Tuesday, 14 March 2017

More on Christian Zionism Being Wrong


A new post from same Catholic:

JJPeregrine's Blog : An Objection Answered: Further Thoughts on Christians, Jews, and Zionist Nationalism
https://jjperegrine.wordpress.com/2017/03/14/an-objection-answered-further-thoughts-on-christians-jews-and-zionist-nationalism/


My own comments on FB under JJPeregrine's previous post, already linked to:

"As a Christian, I do recognize that followers of the Old Covenant had a valid, covenantal claim to possess the land of Canaan during the duration of their covenant."


And their main heirs are Jews and Samarians and Galileans adhering to the New Covenant.

A k a Christian Palestinians.

"After the revolt of Bar-Kokhba (137 A.D.), Jews were banished from the district of Jerusalem. Much of the Jewish population was also sold in the slave markets. Outside the Jerusalem district, some Jews remained. A Hebrew majority might even have remained, but with the rise of the Byzantine period, and the subsequent Arab-Byzantine wars, only a small minority in Palestine continued to identify themselves as Jews."

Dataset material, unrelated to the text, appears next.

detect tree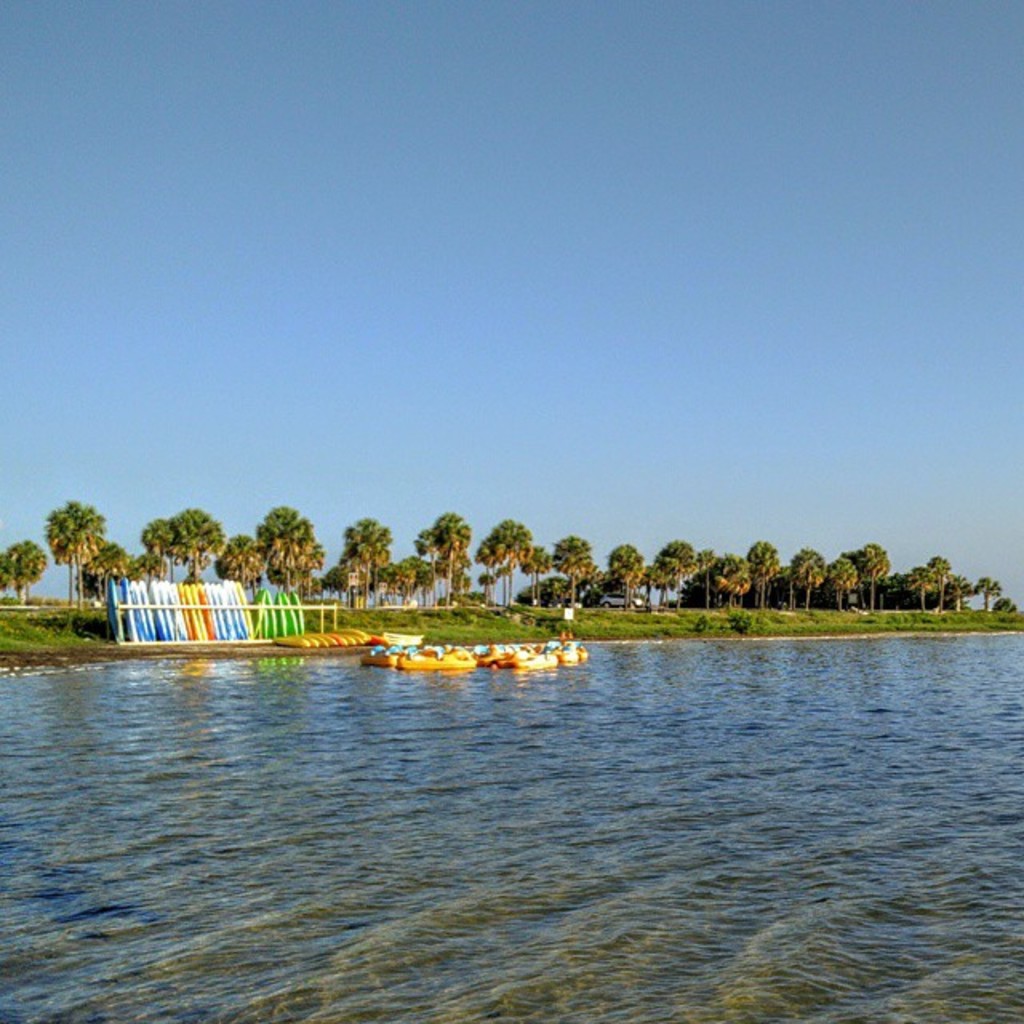
<box>80,542,126,606</box>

The Hebrew majority would not identify themselves as Jews, for the reason that as Christians they shunned a word which had come to imply - a new Paganism ("we have no king but Caesar"), a new Samaria ("what portion have we with David"=he's not our king, included in "we have no king but Caesar").

The Hebrew majority identified as Christians and as Romans, as Roman citizens not unlike St Paul.

While not shunning Greek, I think they did continue using Aramaic (there has been found an Aramaic Our Father in a Palestine monastery) and certainly continued a Beduin lifestyle in part of the population (some such tribes later telling Palestinian monks they had been forced to "convert" to Islam by invading Omar's armies, and also affirming "but we continue to be your friends" - see chapter on Palestinian monasticism in The Desert a City).